Moody’s further trims PH growth outlook to 5.8%
Credit to Author: MAYVELIN U. CARABALLO, TMT| Date: Fri, 09 Aug 2019 16:25:09 +0000
MOODY’S Investors Service reduced anew its growth forecast for the Philippine economy this year to 5.8 percent from 6 percent following the government’s announcement of slower-than-expected expansion in the second quarter.
“Our expectation of a recovery in domestic demand in the second half of this year and into next year underpins our full-year forecasts for real GDP (gross domestic product) growth of 5.8 percent in 2019 and 6.2 percent in 2020,” the global debt watcher said in a report on Friday.
Moody’s revised outlook for the country’s economy is its second this year, with the previous figure itself a downward adjustment from the initial 6.2 percent.
The latest projection is lower than last year’s actual growth of 6.2 percent and falls near the lower end of the government’s downwardly revised 6.0 to 7.0 percent target.
This comes after the National Economic and Development Authority and the Philippine Statistics Authority revealed during a briefing in Pasig City on Thursday that the country’s GDP slowed to 5.5 percent in April to June, compared with 5.6 percent in the first quarter and 6.2 percent in the second quarter last year.

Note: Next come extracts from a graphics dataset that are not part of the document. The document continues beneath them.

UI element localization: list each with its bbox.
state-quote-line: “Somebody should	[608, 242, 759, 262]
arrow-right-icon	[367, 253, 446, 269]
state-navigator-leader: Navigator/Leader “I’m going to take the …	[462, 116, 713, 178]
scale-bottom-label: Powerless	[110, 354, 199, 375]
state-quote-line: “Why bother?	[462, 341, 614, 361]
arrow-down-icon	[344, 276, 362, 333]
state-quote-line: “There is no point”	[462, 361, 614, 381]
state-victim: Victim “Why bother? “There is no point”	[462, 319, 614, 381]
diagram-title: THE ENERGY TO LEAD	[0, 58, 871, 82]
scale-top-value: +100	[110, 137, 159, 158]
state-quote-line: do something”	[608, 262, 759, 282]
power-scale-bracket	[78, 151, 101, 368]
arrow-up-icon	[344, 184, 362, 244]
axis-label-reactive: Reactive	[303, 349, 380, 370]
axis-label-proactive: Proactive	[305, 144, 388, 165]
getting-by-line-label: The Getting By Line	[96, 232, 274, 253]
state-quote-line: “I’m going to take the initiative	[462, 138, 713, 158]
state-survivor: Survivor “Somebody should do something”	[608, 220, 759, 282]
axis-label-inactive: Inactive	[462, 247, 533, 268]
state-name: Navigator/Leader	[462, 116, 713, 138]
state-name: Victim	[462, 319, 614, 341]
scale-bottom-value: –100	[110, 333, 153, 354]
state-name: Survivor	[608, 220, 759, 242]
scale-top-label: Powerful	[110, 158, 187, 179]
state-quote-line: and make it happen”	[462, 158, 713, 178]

It is the lowest in more than four years.
“While the growth of the exports of goods and services decelerated on account of weaker external demand, much of the slowdown was driven by government spending,” Moody’s said, pointing out that government consumption and public construction slowed dramatically in the first two quarters of this year because of the delayed passage of the 2019 national budget.

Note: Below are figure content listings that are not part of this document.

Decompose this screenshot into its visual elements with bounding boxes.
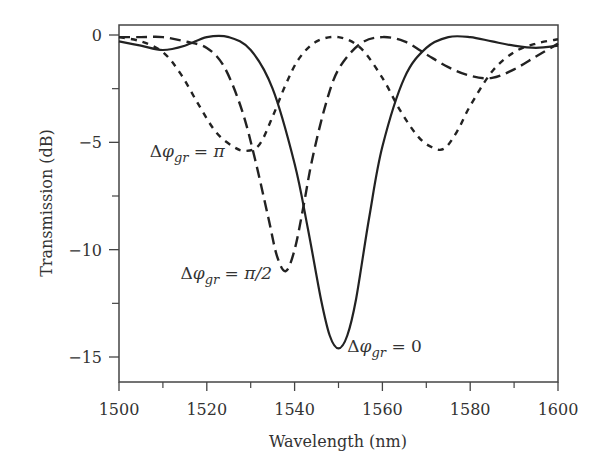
annotation-pi-half: Δφgr = π/2 xyxy=(180,263,272,287)
y-axis-label: Transmission (dB) xyxy=(37,129,56,277)
x-tick-label: 1540 xyxy=(274,400,315,419)
y-tick-label: 0 xyxy=(92,26,102,45)
x-tick-label: 1500 xyxy=(99,400,140,419)
y-tick-label: −5 xyxy=(78,133,102,152)
x-tick-label: 1580 xyxy=(450,400,491,419)
x-tick-label: 1600 xyxy=(538,400,579,419)
x-tick-label: 1520 xyxy=(186,400,227,419)
annotation-zero: Δφgr = 0 xyxy=(347,336,422,360)
x-tick-label: 1560 xyxy=(362,400,403,419)
y-tick-label: −15 xyxy=(68,348,102,367)
chart: 1500152015401560158016000−5−10−15 Δφgr =… xyxy=(0,0,605,474)
x-axis-label: Wavelength (nm) xyxy=(269,432,407,451)
annotation-pi: Δφgr = π xyxy=(150,141,226,165)
series-line-phi-pi xyxy=(119,37,558,151)
y-tick-label: −10 xyxy=(68,241,102,260)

A dispute between Congress’ two chambers over alleged insertions resulted in the four-and-a-half-month delay of the passage of this year’s budget. This forced the government to run on last year’s budget, limiting it to spend for items detailed in the 2018 outlay and not on programs and projects supposed to be implemented this year.
Going forward, Moody’s latest forecast incorporated the country’s economic managers “catch-up plan” that set an infrastructure spending target of P792.97 billion for the second to fourth quarters after actual infrastructure spending reached P207.2 billion in the first.
“At the same time, stable remittance inflows, low inflation and historically low unemployment will also support household consumption,” it said.
The Bangko Sentral ng Pilipinas earlier reported that personal remittances in the first five months of the year reached $13.707 billion, up 4.1 percent from $13.172 billion in the same period in 2018.
Unemployment fell to 5.1 percent in April from 5.5 percent in the same month last year — equivalent to 2.286 million out-of-work individuals, compared with 2.360 million previously — according to the Philippine Statistics Authority’s latest Labor Force Survey.